American Psychiatric Press Globally Respected
Having APPI affords several benefits to the Association. Publishing (APPI and the APA journals) accounted for $25.8 million in revenue last year. Just as important as the dollars is the ownership and control of the intellectual property. The APA and APPI journals and books are peer reviewed and professionally edited. In addition, APPI also manages the price to keep the journals affordable to libraries and public institutions and provides reasonable prices and discounts to APA members. Of course, U.S. and Canadian members receive the American Journal of Psychiatry (AJP) and Psychiatric News as a member benefit and can also get a free subscription to Psychiatric Services by request.
In the past decade, many of the commercial publishers that were APPI’s competitors have disappeared as the publishing industry consolidated into a few large conglomerates. Almost all of the commercial publishing in medicine is controlled by Elsevier and Wolters Kluwer International. These companies have been concentrating primarily on journals and a handful of major textbooks. They have raised the subscription prices to the point that libraries have had to cut back on the number of titles to which they subscribe. By way of comparison, the library rate for AJP is $399 a year, while Biological Psychiatry, published by Elsevier, is $1,864.
Still, publishing is highly competitive, and APPI must play within the larger publishing community. APPI pays competitive royalties to its authors and attends the major publishing conferences including the American Medical Publishers Association, American Association of University Presses, and others to keep abreast of the trends. It also attends the Frankfurt Book Fair each fall to sell translation rights to its titles. Translations now account for nearly $500,000 of revenue each year.
Publishing in the 21st century is changing dramatically with the growth of the Internet. The APA and APPI journals (the latter include Academic Psychiatry, American Journal of Geriatric Psychiatry, Journal of Neuropsychiatry, and Psychosomatics) are online at www.psychiatryonline.org. These sites are managed by Stanford University’s HighWire Press, which also manages more than 300 scholarly journals in medicine and the physical sciences. Electronic publishing poses a number of opportunities, but also has some risk. Managing subscription prices in a world where users increasingly rely on libraries rather than personal subscriptions and figuring out where the future of advertising lies are but two of the challenges.
APPI is a not-for-profit organization, much like a university press. It is wholly owned by APA and must, by its charter, contribute to the goals and mission of its parent organization. It has 79 staff—41 work on the editorial side, and 38 handle the business aspects, including marketing, advertising, and order fulfillment. Although most scholarly societies publish a journal or two, few have a separate company to publish books. APPI also publishes journals for three of the psychiatric subspecialties.
At APA’s 2002 annual meeting, APPI honored three members responsible for its growth and success: Melvin Sabshin, M.D., founding chair of the APPI Board; Shervert Frazier, M.D., founding editor in chief; and Carol Nadelson, M.D., APPI’s first chief executive officer. We owe them a debt of gratitude.
In future columns I will address some of the details of publishing, such as how books are priced and how APA members can be published by APPI.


What needs to be done
Using the material below, copy every line where "公称尺寸" appears.

Supplied data
==*==

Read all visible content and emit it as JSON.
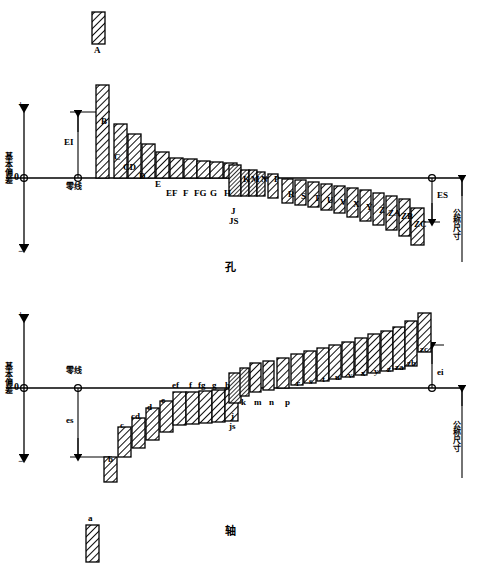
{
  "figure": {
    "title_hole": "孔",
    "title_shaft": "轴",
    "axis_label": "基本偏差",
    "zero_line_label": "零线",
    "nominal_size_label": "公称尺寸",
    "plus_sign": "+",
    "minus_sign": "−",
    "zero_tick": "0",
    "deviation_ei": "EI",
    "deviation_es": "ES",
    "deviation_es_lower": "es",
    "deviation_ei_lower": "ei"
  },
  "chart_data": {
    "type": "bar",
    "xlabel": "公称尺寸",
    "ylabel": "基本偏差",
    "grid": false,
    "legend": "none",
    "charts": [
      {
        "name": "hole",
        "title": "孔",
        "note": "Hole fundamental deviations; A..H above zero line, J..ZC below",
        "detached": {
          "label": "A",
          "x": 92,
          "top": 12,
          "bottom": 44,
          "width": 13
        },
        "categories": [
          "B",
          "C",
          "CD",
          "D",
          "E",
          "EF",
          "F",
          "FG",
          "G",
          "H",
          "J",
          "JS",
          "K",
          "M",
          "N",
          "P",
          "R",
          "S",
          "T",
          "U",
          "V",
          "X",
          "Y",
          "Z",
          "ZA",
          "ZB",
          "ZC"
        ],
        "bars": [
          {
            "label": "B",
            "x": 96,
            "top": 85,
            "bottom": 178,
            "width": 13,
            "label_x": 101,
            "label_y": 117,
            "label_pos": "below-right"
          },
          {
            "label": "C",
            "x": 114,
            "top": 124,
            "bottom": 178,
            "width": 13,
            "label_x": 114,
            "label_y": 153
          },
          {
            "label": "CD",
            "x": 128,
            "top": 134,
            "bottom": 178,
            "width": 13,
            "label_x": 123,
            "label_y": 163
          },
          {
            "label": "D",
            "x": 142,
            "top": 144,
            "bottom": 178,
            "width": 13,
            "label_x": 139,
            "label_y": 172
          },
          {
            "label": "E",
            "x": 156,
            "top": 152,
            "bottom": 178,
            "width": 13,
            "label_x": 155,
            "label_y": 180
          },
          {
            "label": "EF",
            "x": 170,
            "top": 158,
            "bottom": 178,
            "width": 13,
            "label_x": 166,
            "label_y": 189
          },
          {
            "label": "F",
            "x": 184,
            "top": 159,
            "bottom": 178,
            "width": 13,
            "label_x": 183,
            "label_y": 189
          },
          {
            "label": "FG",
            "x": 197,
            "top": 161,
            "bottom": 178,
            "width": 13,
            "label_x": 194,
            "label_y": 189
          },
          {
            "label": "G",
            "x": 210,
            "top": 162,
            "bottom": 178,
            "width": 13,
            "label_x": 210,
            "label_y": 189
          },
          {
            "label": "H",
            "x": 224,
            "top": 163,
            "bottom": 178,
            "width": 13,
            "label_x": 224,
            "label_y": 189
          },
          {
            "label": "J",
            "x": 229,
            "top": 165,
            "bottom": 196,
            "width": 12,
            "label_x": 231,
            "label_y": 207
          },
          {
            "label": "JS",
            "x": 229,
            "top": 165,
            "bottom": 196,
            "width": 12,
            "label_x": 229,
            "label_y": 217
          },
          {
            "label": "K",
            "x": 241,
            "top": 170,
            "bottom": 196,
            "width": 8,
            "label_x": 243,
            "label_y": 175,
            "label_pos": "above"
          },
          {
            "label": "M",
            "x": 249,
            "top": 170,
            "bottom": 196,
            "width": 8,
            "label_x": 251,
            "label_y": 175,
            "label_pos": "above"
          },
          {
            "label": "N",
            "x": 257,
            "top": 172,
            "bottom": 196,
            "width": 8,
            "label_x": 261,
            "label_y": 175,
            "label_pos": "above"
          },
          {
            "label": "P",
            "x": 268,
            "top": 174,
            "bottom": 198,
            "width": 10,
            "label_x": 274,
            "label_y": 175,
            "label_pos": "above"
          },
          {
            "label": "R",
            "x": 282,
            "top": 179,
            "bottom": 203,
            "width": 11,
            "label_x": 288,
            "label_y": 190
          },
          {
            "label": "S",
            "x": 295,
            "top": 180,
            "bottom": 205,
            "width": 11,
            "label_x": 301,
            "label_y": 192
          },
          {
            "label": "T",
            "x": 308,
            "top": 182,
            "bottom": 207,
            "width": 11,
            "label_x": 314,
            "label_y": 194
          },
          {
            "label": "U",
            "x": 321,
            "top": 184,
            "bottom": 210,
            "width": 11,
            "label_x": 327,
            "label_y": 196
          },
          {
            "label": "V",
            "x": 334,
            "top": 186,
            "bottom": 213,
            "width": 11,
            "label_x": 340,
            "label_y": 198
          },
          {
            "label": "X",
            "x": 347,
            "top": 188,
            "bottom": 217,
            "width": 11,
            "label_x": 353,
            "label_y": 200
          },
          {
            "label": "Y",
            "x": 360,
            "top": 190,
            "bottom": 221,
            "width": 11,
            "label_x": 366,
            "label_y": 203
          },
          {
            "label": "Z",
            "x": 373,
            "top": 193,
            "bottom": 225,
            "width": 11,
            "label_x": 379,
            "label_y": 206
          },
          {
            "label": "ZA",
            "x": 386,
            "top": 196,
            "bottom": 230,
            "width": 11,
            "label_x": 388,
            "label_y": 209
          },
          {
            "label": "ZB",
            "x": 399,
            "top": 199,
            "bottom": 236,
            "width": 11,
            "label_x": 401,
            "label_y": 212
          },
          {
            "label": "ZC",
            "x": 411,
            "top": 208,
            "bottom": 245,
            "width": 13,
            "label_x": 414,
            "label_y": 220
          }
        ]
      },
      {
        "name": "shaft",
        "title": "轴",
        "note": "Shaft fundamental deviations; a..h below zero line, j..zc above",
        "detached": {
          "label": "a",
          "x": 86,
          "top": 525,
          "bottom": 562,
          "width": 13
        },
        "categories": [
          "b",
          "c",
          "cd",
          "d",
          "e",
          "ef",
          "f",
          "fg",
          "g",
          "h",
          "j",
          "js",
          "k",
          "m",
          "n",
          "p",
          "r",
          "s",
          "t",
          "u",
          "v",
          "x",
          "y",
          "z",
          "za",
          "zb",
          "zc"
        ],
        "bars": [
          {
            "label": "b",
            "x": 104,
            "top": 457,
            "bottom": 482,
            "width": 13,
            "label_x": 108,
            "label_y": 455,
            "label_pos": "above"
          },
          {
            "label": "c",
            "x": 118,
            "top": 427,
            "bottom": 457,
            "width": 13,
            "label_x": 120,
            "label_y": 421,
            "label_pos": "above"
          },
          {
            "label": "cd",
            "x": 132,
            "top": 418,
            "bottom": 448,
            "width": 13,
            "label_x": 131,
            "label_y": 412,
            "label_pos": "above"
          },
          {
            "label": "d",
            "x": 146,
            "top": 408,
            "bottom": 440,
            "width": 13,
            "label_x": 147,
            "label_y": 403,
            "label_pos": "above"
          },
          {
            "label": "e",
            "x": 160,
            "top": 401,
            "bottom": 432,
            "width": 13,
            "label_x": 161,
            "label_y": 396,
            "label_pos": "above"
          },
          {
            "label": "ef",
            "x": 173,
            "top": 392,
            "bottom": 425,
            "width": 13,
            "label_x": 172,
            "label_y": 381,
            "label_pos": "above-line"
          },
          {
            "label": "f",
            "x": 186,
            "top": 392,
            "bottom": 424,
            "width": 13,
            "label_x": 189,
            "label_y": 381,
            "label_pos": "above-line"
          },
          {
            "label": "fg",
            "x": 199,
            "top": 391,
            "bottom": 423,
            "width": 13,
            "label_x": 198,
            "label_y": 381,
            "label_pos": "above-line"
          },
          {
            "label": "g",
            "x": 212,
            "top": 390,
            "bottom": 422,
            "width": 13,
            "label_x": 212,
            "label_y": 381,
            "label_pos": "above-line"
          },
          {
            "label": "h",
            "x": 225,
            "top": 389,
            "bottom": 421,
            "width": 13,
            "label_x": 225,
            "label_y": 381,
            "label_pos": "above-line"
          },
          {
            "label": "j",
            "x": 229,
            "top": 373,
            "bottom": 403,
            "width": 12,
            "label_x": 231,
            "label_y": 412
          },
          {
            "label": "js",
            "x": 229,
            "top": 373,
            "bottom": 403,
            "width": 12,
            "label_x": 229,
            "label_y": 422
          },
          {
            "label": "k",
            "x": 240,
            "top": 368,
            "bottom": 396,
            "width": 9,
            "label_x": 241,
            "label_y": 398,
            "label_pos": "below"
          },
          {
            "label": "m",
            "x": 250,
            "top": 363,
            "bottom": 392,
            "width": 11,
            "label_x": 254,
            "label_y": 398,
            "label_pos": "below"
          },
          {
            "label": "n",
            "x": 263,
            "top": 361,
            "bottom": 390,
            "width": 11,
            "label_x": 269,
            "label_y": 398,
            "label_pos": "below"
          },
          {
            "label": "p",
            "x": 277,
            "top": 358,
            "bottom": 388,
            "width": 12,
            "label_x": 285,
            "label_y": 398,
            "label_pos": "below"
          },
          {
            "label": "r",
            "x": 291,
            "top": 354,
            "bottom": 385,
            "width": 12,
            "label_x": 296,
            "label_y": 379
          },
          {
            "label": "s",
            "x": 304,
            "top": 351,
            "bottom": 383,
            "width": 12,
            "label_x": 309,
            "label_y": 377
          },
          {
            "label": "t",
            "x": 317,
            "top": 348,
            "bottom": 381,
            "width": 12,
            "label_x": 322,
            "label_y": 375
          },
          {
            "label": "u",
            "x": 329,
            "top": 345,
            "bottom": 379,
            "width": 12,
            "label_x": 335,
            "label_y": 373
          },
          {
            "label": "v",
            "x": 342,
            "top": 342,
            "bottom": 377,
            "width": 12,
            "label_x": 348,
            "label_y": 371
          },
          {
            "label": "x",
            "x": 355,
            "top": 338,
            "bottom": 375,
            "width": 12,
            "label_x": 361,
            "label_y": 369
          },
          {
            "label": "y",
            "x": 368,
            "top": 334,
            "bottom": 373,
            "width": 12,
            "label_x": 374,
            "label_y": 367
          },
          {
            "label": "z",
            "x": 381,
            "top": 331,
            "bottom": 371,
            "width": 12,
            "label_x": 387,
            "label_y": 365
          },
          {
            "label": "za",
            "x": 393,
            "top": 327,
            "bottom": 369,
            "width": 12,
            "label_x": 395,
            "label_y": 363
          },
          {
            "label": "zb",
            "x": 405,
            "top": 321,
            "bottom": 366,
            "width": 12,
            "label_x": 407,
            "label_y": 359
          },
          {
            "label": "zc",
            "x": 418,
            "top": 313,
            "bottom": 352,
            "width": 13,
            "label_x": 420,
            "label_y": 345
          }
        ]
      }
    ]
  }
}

==*==

Response
    "nominal_size_label": "公称尺寸",
    "xlabel": "公称尺寸",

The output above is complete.